In the same breath he explains what bothers him about the curriculum these days. “When I was a student, I had two hours of organic chemistry every week throughout my entire Bachelor's study. Now students have to cram it into a single quartile and afterwards they hear nothing said about it for a very long time. Repetition is so important. So what I do is keep on presenting the material they already know, always in some new way.”

He compares chemistry with the French language: “There's vocabulary and grammar. If you've learned all that stuff but haven't put it together and used it for a year, your knowledge isn't going to be of any use on a holiday in France. In chemistry you have molecules and bonds, and they are what you have to learn to ‘speak’ with.”

Meijer keeps the students engaged: “This is easy, after all, it isn't the first time you've had a lecture on organic chemistry, is it?” Or, “This is difficult; I too need to take a moment to think about this. How long is an exam? Oh, then you'll have plenty of time.”

He sees who is sitting in the lecture theater. Notices who is about to ask a question. Calls on someone to speak who won't find the experience disconcerting. “I see some faces that don't remember this…” He quickly writes his formulas on the board. I could do with the 2 being a little less like the 3 and the R could be a little clearer, but the students aren't complaining.

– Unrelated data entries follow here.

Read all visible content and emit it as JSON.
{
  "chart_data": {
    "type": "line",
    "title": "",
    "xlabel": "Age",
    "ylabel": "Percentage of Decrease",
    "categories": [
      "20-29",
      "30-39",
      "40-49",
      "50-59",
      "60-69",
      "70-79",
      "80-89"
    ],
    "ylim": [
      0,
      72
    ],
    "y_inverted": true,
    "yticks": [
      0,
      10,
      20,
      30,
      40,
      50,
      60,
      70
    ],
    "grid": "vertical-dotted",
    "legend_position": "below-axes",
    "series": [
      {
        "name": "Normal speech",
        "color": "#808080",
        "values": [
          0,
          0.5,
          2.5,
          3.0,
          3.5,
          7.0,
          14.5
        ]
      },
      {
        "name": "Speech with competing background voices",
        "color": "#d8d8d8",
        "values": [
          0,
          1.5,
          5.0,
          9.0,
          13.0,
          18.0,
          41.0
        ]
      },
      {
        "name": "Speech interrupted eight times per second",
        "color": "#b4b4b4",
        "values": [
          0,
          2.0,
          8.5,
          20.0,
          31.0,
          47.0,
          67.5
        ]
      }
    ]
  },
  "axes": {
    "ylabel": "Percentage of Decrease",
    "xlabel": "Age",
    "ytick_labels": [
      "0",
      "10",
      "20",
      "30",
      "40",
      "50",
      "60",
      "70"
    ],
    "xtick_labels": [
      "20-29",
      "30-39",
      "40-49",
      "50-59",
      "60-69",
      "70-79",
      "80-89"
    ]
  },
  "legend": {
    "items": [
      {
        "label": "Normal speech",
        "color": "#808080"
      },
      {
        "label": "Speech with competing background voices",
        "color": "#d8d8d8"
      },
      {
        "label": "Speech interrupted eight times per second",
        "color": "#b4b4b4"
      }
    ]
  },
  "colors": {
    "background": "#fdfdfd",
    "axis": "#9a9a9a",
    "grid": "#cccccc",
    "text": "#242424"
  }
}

It's best to pay attention

Sometimes the intermezzos appear spontaneously. Suddenly the talk has turned to ecstasy pills in Brabant. “Remind me again what the famous words are if someone asks you to make ecstasy pills?” he asks. A student replies, “Reductive amination." Then, on the board he makes it clear that you should never get involved in reductive amination outside the TU/e lab.

He refers them to a question sure to come up in the exam on the Robinson annulation. “Thirty percent of students get that wrong. It shows me whether you really understand the molecular language and whether you've been paying attention during this lecture.”

And then it is time for another intermezzo. Students recognize tennis star Maria Sharapova. She has been accused of using meldonium, but is now back on the tennis court. Meldonium is an example of retro-synthesis. It's mentioned in the latest New Scientist. “You should read it! In its pages Ghislaine Vantomme and I make it clear how you should go about doing non-covalent synthesis - we are proposing a paradigm shift. How will you be able to make life in a lab one day? That too is in this week's Science.”

After two hours, Bert Meijer concludes his lecture with a short summary of his aim. “You have now learned how a molecule is designed, how you can apply functional groups and how to make carbon-carbon bonds. See you next week.”

Impressive lecturer

Jolijn Braun (student of Medical Sciences and Technology) tells afterwards that this lecture is representative. “It is similar to his other lectures. He provides clear explanations. He covers simple stuff quickly and he uses his time to give a lot of examples. That's how you really learn something. I can see he puts a lot of effort into his preparation and that he is still enthusiastic about his field. I really enjoy the intermezzos. He uses them to link the material to the real world, and that makes everything less abstract.”

Jolijn doesn't have any 'points for improvement' for Meijer, and she's even learned to read his handwriting. “As a chemistry student you know that the figure relating to a bond is a 2 and not a 3, it just has to be.” She does think, however, that the interaction with the student group is less than optimal, but she admits she's partly to blame. “I offer few answers myself. He invites us with ‘come on, you know it’. But that just makes me doubt whether I know the right answer and so I don't say anything. You don't want to make any mistakes, especially not in front of a such a first-rate scientist. And I bet other students feel the same way. Perhaps we feel a little intimidated.”